Cameron invents a brand-new life-cycle for the “xenomorphs” to replace the one that Ridley Scott cut out of the first movie. (Cameron’s clearly aware of the cut scenes, though, as the phrase “kill me” makes not one, but two appearances.) Cameron’s interpretation of the Aliens is more insectile than the creature Scott, Dan O’Bannon and H.R. Giger created. All the better to…well, I’m not sure “dehumanize” is the right word to use here, but hopefully you get my drift. It’s easier to mow down the enemy when you can look at them as bugs instead of intelligent beings. (“How can they cut off the power? They’re animals…”) Meanwhile, despite its focus on soldiers, Aliens displays a healthy irreverent attitude towards military machismo (note how most of the Marines who are given towards macho self-aggrandizement die comparatively early in the film). The rescue operation is effectively a suicide mission, and the civilians calling the shots know it. The obvious parallel is Vietnam–of course it is; Aliens was made in 1986, during the Golden Age of Vietnam Movies.

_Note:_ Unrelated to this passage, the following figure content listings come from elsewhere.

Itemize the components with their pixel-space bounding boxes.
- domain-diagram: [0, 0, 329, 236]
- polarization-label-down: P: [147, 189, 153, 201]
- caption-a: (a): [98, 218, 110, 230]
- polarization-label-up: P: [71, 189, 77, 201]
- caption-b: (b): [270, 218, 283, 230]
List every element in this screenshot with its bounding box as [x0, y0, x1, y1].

(That’s not the only overt social commentary in Aliens. There’s also the business with Bishop, an android embedded in the squad, whom Ripley quite understandably distrusts. There’s a hilarious scene in which Ripley calls Bishop an android, company rep Carter Burke calls him a synthetic, and then Bishop retorts by mentioning he prefers to be called an artificial human. Again, only in the mid-’80s…)
As good as Sigourney Weaver was in Alien, when we think of the character of Ripley (who turns out to have the distinctly non-badass first name of Ellen) we think of the way she’s played here; she almost single-handedly invents the modern action heroine. Paul Reiser, a couple of years away from affable sitcom stardom (via My Two Dads and Mad About You), probably shouldn’t work as Burke, the second-string villain, but somehow he does. The weakest performance is Carrie Henn, as “Newt” Jorden (the lone survivor of the LV-426 colony), who does occasionally fall prey to the “reading cue cards” style of delivery so common in child actors. But even then, she’s got an engaging attitude and natural chemistry with Weaver, so we can’t help but adore her.

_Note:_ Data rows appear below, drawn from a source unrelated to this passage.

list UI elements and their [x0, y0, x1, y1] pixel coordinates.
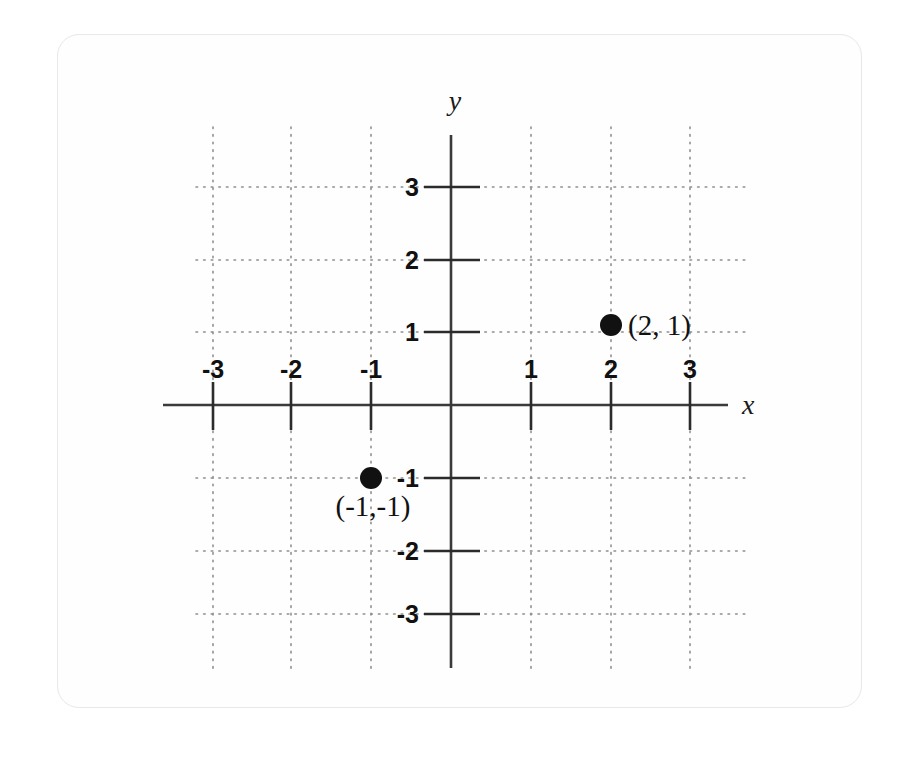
y-tick-label-3: 3 — [405, 175, 419, 200]
x-axis-label: x — [742, 391, 754, 419]
x-tick-label-2: 2 — [604, 357, 618, 382]
y-tick-label-neg3: -3 — [397, 602, 419, 627]
y-axis-label: y — [449, 87, 461, 115]
figure-root: -3 -2 -1 1 2 3 3 2 1 -1 -2 -3 x y (2, 1)… — [0, 0, 921, 764]
point-label-2-1: (2, 1) — [628, 311, 691, 340]
y-tick-label-neg2: -2 — [397, 539, 419, 564]
x-tick-label-3: 3 — [683, 357, 697, 382]
coordinate-plane-plot: -3 -2 -1 1 2 3 3 2 1 -1 -2 -3 x y (2, 1)… — [0, 0, 921, 764]
x-tick-label-1: 1 — [524, 357, 538, 382]
data-point-2-1 — [600, 314, 622, 336]
y-tick-label-1: 1 — [405, 320, 419, 345]
y-tick-label-neg1: -1 — [397, 466, 419, 491]
y-tick-label-2: 2 — [405, 248, 419, 273]
x-tick-label-neg1: -1 — [360, 357, 382, 382]
x-tick-label-neg3: -3 — [202, 357, 224, 382]
data-point-neg1-neg1 — [360, 467, 382, 489]
point-label-neg1-neg1: (-1,-1) — [336, 492, 411, 521]
x-tick-label-neg2: -2 — [280, 357, 302, 382]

The supporting performances among the Marine squad are uniformly strong (although I would have appreciated it if the two lead male Marines–Michael Biehn as Cpl. Dwayne Hicks and Bill Paxton as technician Pvt. Hudson–had actually looked the part). A particular standout is Jenette Goldstein, inventing an entirely new action-movie stereotype as the tough-as-nails Latina smartgunner Vasquez. (Roughly two-thirds of the roles Michelle Rodriguez plays are spiritual descendents of Vasquez.) And of course, there’s Lance Henriksen, who’d been puttering around Hollywood for a while (he’d had supporting roles in Network, Close Encounters of the Third Kind, Dog Day Afternoon, and Damien: Omen II), but his performance as “artificial human” Bishop–an odd combination of warmth and detachment–is what brought him to our attention.

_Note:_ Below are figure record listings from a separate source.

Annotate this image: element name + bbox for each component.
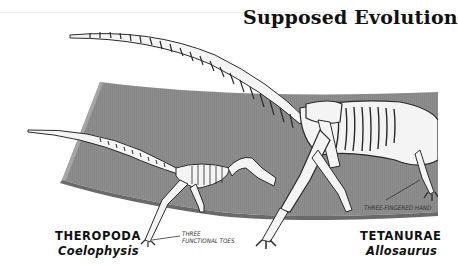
annotation-line: FUNCTIONAL TOES bbox=[182, 237, 234, 244]
coelophysis-label: Coelophysis bbox=[58, 244, 139, 258]
three-toes-annotation: THREE FUNCTIONAL TOES bbox=[182, 230, 234, 244]
page-title: Supposed Evolution bbox=[243, 6, 458, 28]
allosaurus-label: Allosaurus bbox=[366, 244, 437, 258]
three-fingered-hand-annotation: THREE-FINGERED HAND bbox=[364, 204, 431, 211]
toes-leader-line bbox=[152, 236, 180, 240]
annotation-line: THREE bbox=[182, 230, 234, 237]
tetanurae-label: TETANURAE bbox=[360, 229, 442, 243]
theropoda-label: THEROPODA bbox=[55, 229, 141, 243]
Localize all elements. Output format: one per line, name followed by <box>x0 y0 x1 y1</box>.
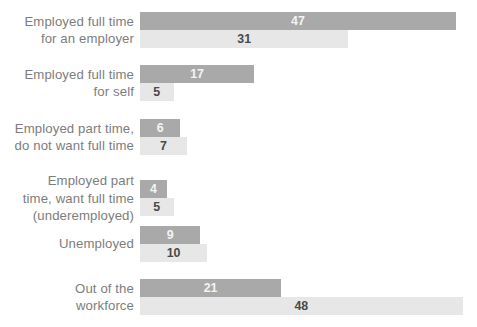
category-label: Employed full time for an employer <box>0 13 140 48</box>
bar-secondary[interactable]: 7 <box>140 137 187 155</box>
grouped-bar-chart: Employed full time for an employer 47 31… <box>0 0 477 327</box>
bar-value-primary: 4 <box>150 180 157 198</box>
bar-row: Out of the workforce 21 48 <box>0 279 477 315</box>
bar-value-secondary: 31 <box>237 30 251 48</box>
bar-secondary[interactable]: 5 <box>140 198 174 216</box>
bar-value-secondary: 5 <box>153 83 160 101</box>
category-label: Employed part time, do not want full tim… <box>0 120 140 155</box>
bar-value-secondary: 7 <box>160 137 167 155</box>
bar-value-primary: 9 <box>167 226 174 244</box>
bar-value-primary: 6 <box>157 119 164 137</box>
bar-primary[interactable]: 17 <box>140 65 254 83</box>
bars-area: 4 5 <box>140 180 477 216</box>
bar-value-primary: 21 <box>204 279 218 297</box>
bar-secondary[interactable]: 48 <box>140 297 463 315</box>
bar-secondary[interactable]: 10 <box>140 244 207 262</box>
bar-secondary[interactable]: 5 <box>140 83 174 101</box>
bars-area: 6 7 <box>140 119 477 155</box>
bar-value-primary: 47 <box>291 12 305 30</box>
bar-primary[interactable]: 47 <box>140 12 456 30</box>
bar-row: Employed part time, want full time (unde… <box>0 172 477 225</box>
bar-value-secondary: 10 <box>167 244 181 262</box>
bar-secondary[interactable]: 31 <box>140 30 348 48</box>
bar-primary[interactable]: 9 <box>140 226 200 244</box>
bars-area: 17 5 <box>140 65 477 101</box>
bars-area: 47 31 <box>140 12 477 48</box>
bar-primary[interactable]: 21 <box>140 279 281 297</box>
bar-value-secondary: 48 <box>294 297 308 315</box>
category-label: Out of the workforce <box>0 280 140 315</box>
bar-primary[interactable]: 4 <box>140 180 167 198</box>
bars-area: 21 48 <box>140 279 477 315</box>
bar-row: Employed full time for self 17 5 <box>0 65 477 101</box>
bar-primary[interactable]: 6 <box>140 119 180 137</box>
bars-area: 9 10 <box>140 226 477 262</box>
category-label: Employed part time, want full time (unde… <box>0 172 140 225</box>
bar-value-primary: 17 <box>190 65 204 83</box>
category-label: Unemployed <box>0 235 140 253</box>
bar-row: Employed full time for an employer 47 31 <box>0 12 477 48</box>
bar-row: Unemployed 9 10 <box>0 226 477 262</box>
category-label: Employed full time for self <box>0 66 140 101</box>
bar-value-secondary: 5 <box>153 198 160 216</box>
bar-row: Employed part time, do not want full tim… <box>0 119 477 155</box>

The film’s script is undeniably its weakest aspect. The story is well-plotted when the team actually gets to LV-426, but it’s too slow in getting there. This is especially pronounced in the two-and-a-half-plus-hour Special Edition, which contains a lot of meandering. In particular, there’s the stuff about Ripley’s daughter, which doesn’t add all that much more depth to the Ripley/Newt dynamic, and is a bit at odds with what we saw in the first film. I could also have done with a lot less of Bill Paxton strutting around trying to convince me that he’s a massive badass. It’s also hard to ignore the fact that many of the major setpieces (in particular the climactic showdown between Ripley and the Alien Queen) are lifted wholesale from the first film. Finally, while the gadgets and designs are great, the science-fiction angle isn’t as strong. In the first film, the Alien is an unknowable menace; in Aliens, they’re…well…big alien bugs. They’re impressive big alien bugs, but they’re still not the unknown quantity they were in Alien.
It’s often stated that the purpose of a sequel is to be “bigger and better” than the original; I think there’s room to debate whether Aliens is “better” than Alien, but it’s certainly bigger, and it delivers on the vast majority of what it promises. It’s a film that is not likely to disappoint many.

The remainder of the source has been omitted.